Baghdad: A Day in the Life
a poignant snapshot of life in Baghdad as we enter 2008. It's written by one of the Iraqi journalists who work for the US McClatchy group of newspapers, who consistently provide fascinating insights into daily life in Baghdad.
Happy New Year.
An old saying around my parts has it that people get the government they deserve. I think there's a lot of truth to that. Iraq was invaded for one reason and one reason only and that was that the American government perceived it as a security threat. People around the world and even in America can make up all the stories they like but that is the blunt truth of it. Whether it turned out to be as real a threat as the US government thought it was is beside the point. Everyone and that includes The Congress of the United States, the overwhelming majority of Americans, and all major foreign intelligence services thought so. It's evidently what Saddam Hussein wanted everyone including his own generals to believe. Of course his was a dumb idea then with fatal consequences for him, and it's a dumb idea for Iran to be doing it today. European governments opposed the invasion because friends of the powerful in France, Germany, Russia (and China) were making fortunes circumventing the UN sanctions. They cynically whipped up anti-American sentiment all over Europe. Europeans were not merely indifferent to a possible Iraqi attack on America, some of them hoped for it. It's a blunder the wretched jealous Europeans will eventually pay very dearly for in more ways than we can now know.

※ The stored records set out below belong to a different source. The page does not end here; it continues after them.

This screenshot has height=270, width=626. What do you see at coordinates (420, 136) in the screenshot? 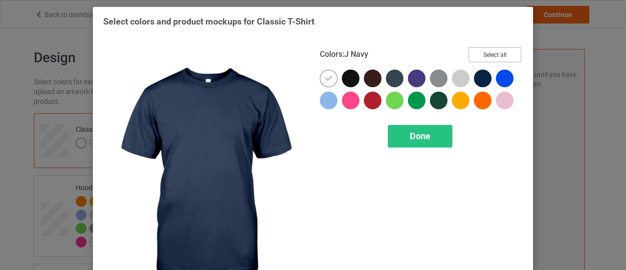
I see `span: Done` at bounding box center [420, 136].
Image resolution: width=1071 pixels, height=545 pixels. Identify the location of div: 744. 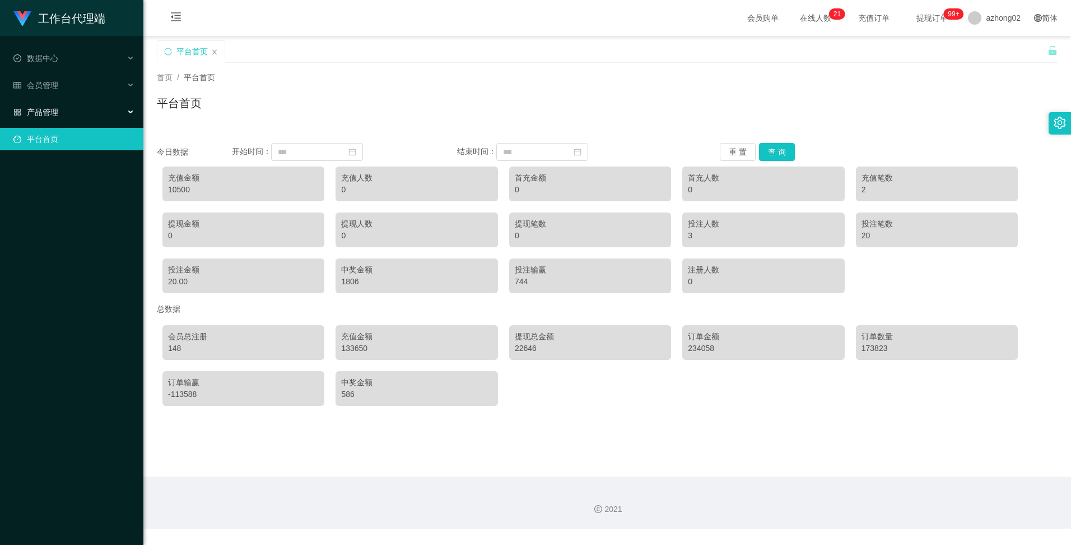
(590, 281).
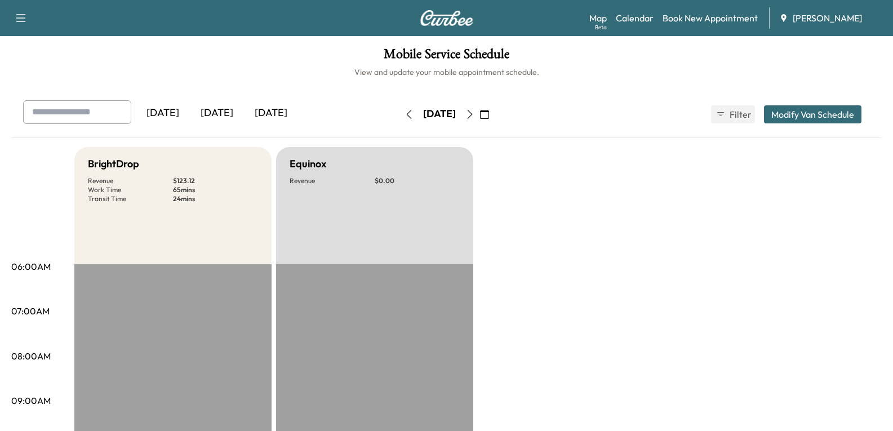 The width and height of the screenshot is (893, 431). What do you see at coordinates (634, 18) in the screenshot?
I see `a: Calendar` at bounding box center [634, 18].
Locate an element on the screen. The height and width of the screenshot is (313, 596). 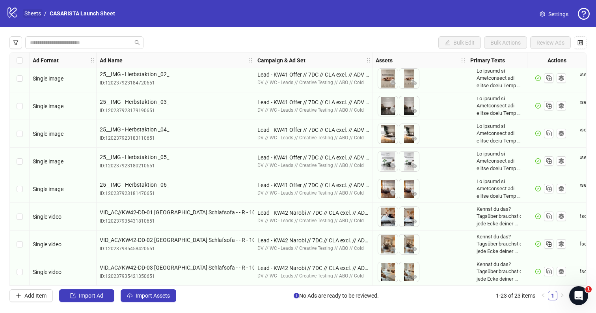
span: 25__IMG - Herbstaktion _03_ is located at coordinates (175, 102).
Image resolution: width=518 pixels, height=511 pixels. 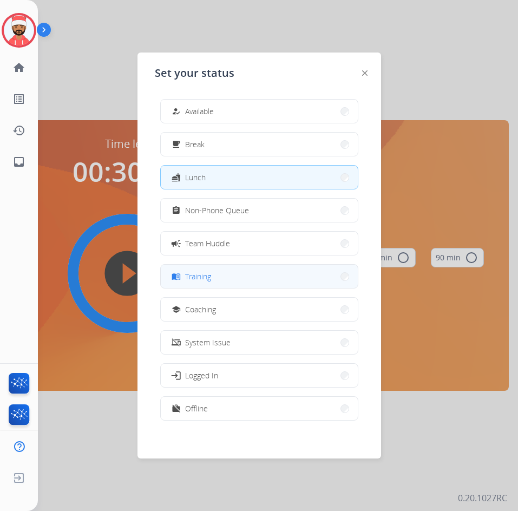 I want to click on span: Break, so click(x=195, y=144).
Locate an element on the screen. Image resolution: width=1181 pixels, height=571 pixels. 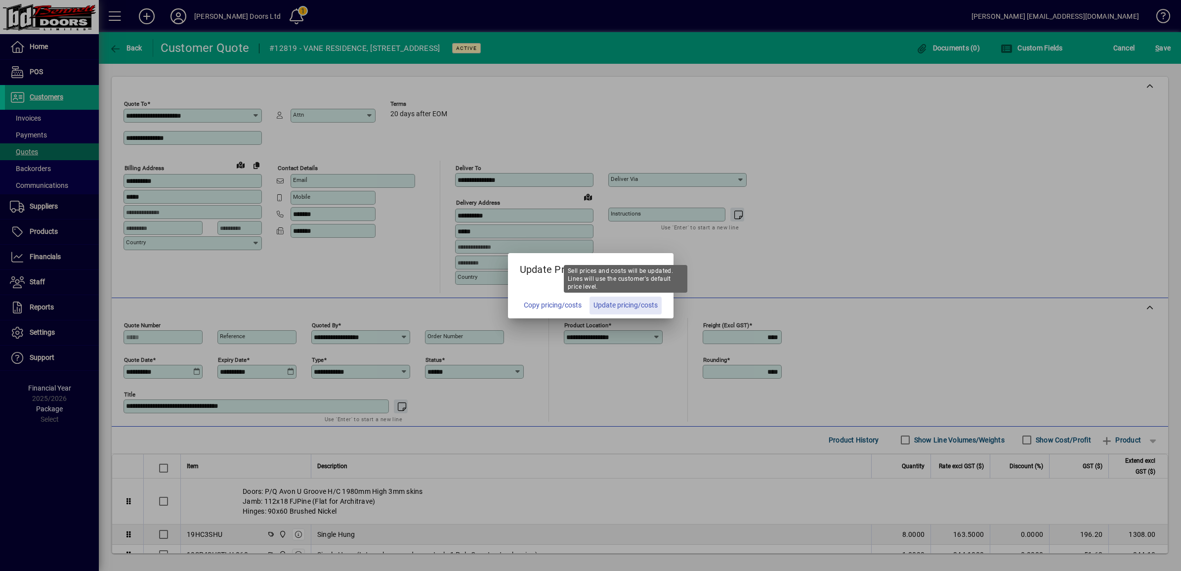
button: Update pricing/costs is located at coordinates (625, 305).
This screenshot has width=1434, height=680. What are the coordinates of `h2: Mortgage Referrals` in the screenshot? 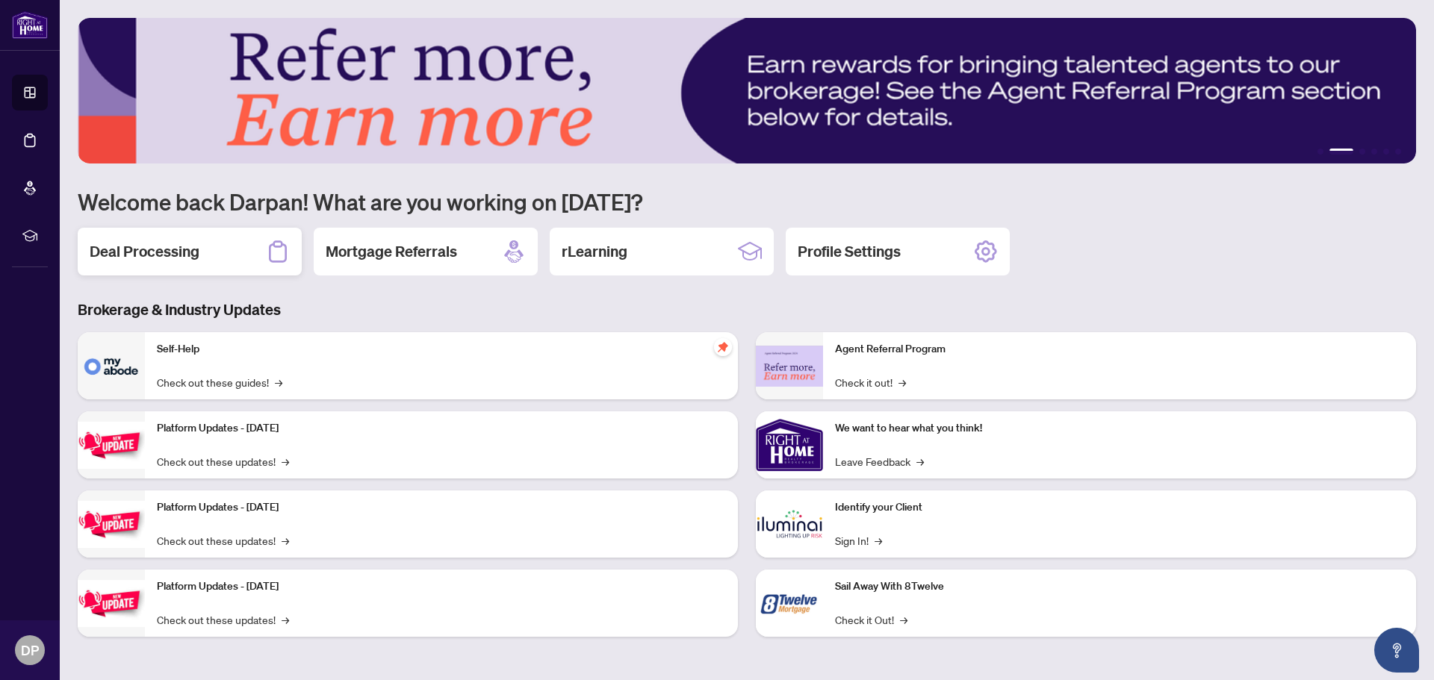 It's located at (391, 252).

Iraqis were given a chance they would never have gotten otherwise, the curse of one of the most brutal tyrants in history was removed from them, something they could not possibly have done by themselves. (How cynical of Europeans who were given the same chance by America when it defeated YES IT DEFEATED Hitler to deny that opportunity to Iraqis. BTW, Russia NEVER would have defeated Hitler without massive American aid and a second and third front in Northern Africa/Southern Europe and eventually in Western Europe. Russia has not repaid one cent of the billion dollars in material it was loaned in the 1940s.) That Iraqis and their "Arab brothers" and other Moslems blew that chance is their own fault, not America's. It is not up to America to solve the world's problems. The Iraqi government seems oblivious to the fact that time is rapidly running out for them. If they do not manage to convince the American voters by election day in November that they are well on the road to a peaceful settlement where they will no longer continue to cost America a vast treasure of money and blood, the winner of the Presidential race will be the candidate who promises to pull out of Iraq the fastest. And that pullout will be ordered on January 21, 2009 come hell or high water and there won't be a damned thing the Iraqis can do about it. If they again become a problem for America's security one day, the US will be fully prepared to go back in and do the job over again only next time they might not be so gentle about it. Too bad for the innocent civilian victims, that is the nature of war and why governments should try to avoid it unless it becomes absolutely necessary. Anyway, Iraq makes a good case for every civilian owning at least one gun to protect his family. Bad as it is in Baghdad, it's paradise compared to other places like Darfur. I'll bet any of those refugees in Darfur would trade places with any resident of Baghdad in a heartbeat.
Complain about this postWould you cover our conference, "Disarmament and Globalisation" at SOAS on Monday 7th Jan. Read Freedland in the Guardian yesterday, on Gordon's role in 2008. www.guardian.co.uk/Columnists/Column/0,,2234009,00.html
Surely the Prime Minister should support an agenda of peace rather than considering war with Iran?